You signed in with another tab or window. Reload to refresh your session.You signed out in another tab or window. Reload to refresh your session.You switched accounts on another tab or window. Reload to refresh your session.Dismiss alert
-[Step 1: Fetch features for batch scoring (method 1)](#step-1-fetch-features-for-batch-scoring-method-1)
30
31
-[Step 2: Fetch features for batch scoring (method 2)](#step-2-fetch-features-for-batch-scoring-method-2)
31
-
-[Step 3 (optional): Scaling to large datasets](#step-3-optional-scaling-to-large-datasets)
32
+
-[Step 3 (optional): Scaling `get_historical_features`to large datasets](#step-3-optional-scaling-get_historical_features-to-large-datasets)
32
33
-[User group 3: Data Scientists](#user-group-3-data-scientists)
33
34
-[Conclusion](#conclusion)
34
35
-[FAQ](#faq)
@@ -381,6 +382,8 @@ Additionally, users will often want to have a dev/staging environment that's sep
381
382
382
383
Data scientists or ML engineers can use the defined `FeatureService` (corresponding to model versions) and schedule regular jobs that generate batch predictions (or regularly retrain).

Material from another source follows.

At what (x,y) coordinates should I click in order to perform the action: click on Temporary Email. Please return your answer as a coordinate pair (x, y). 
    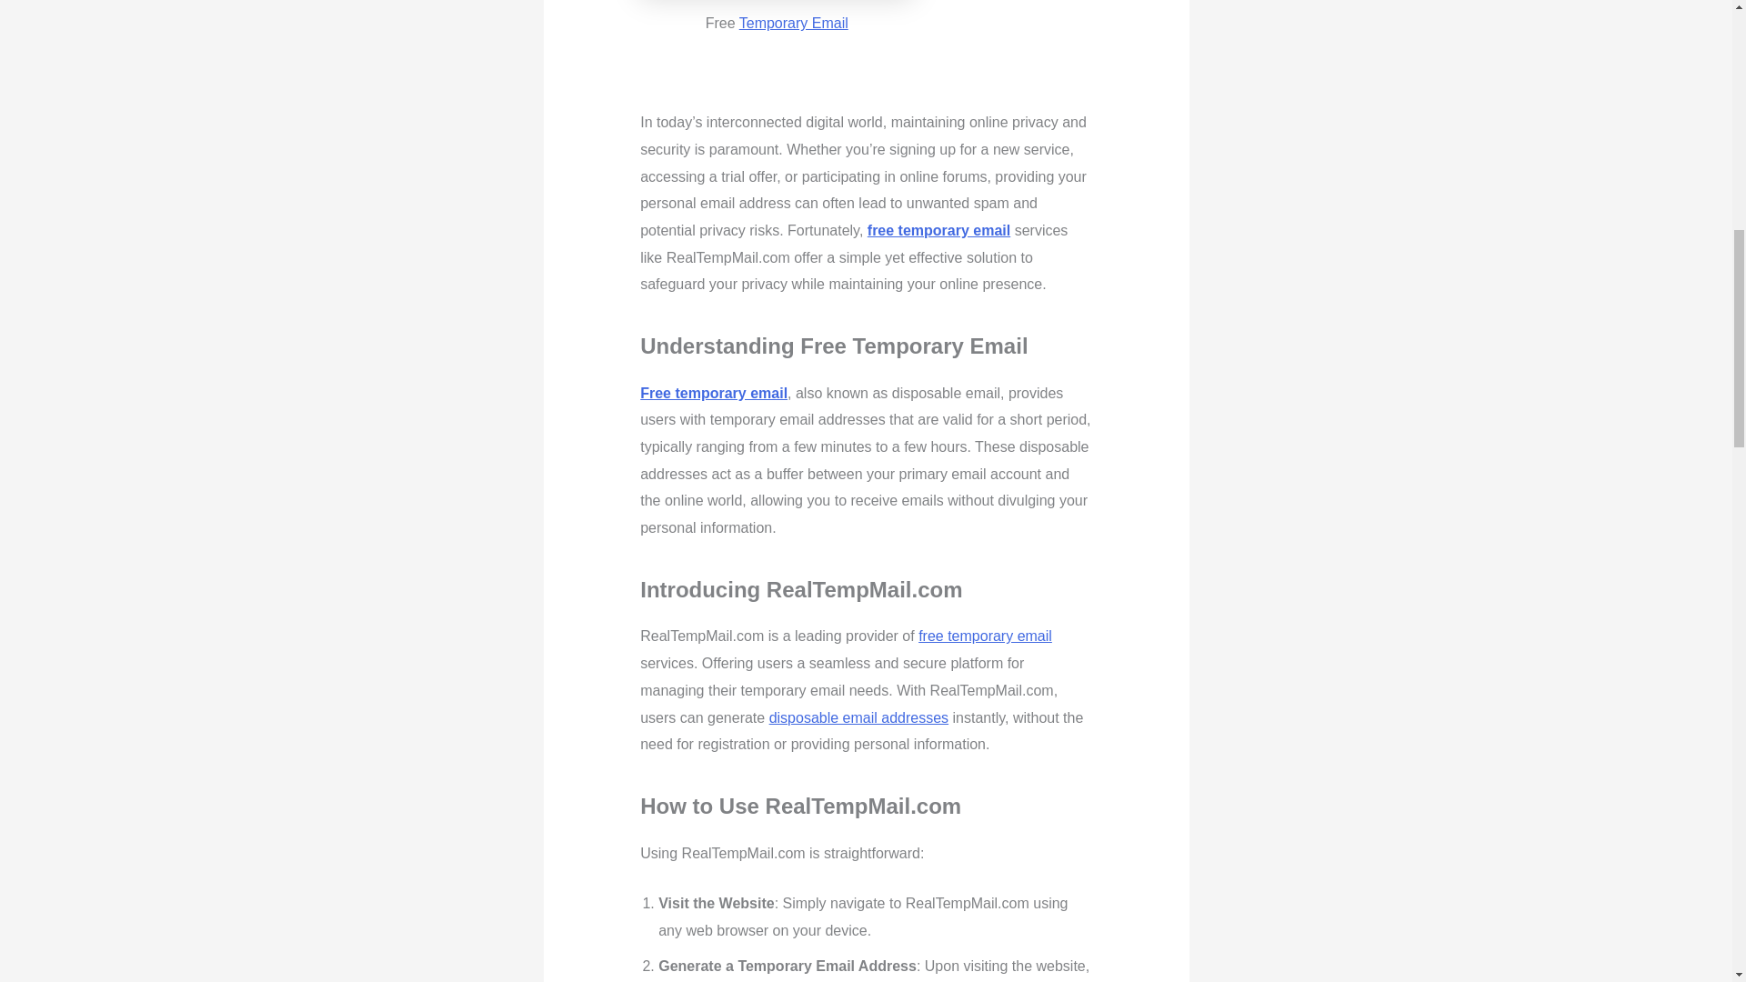
    Looking at the image, I should click on (793, 23).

### Step 3 (optional): Scaling `get_historical_features` to large datasets
432
435
You may note that the above example uses a `to_df()` method to load the training dataset into memory and may be wondering how this scales if you have very large datasets.
433
436
434
437
`get_historical_features`actually returns a `RetrievalJob` object that lazily executes the point-in-time join. The `RetrievalJob` class is extended by each offline store to allow flushing results to e.g. the data warehouse or data lakes.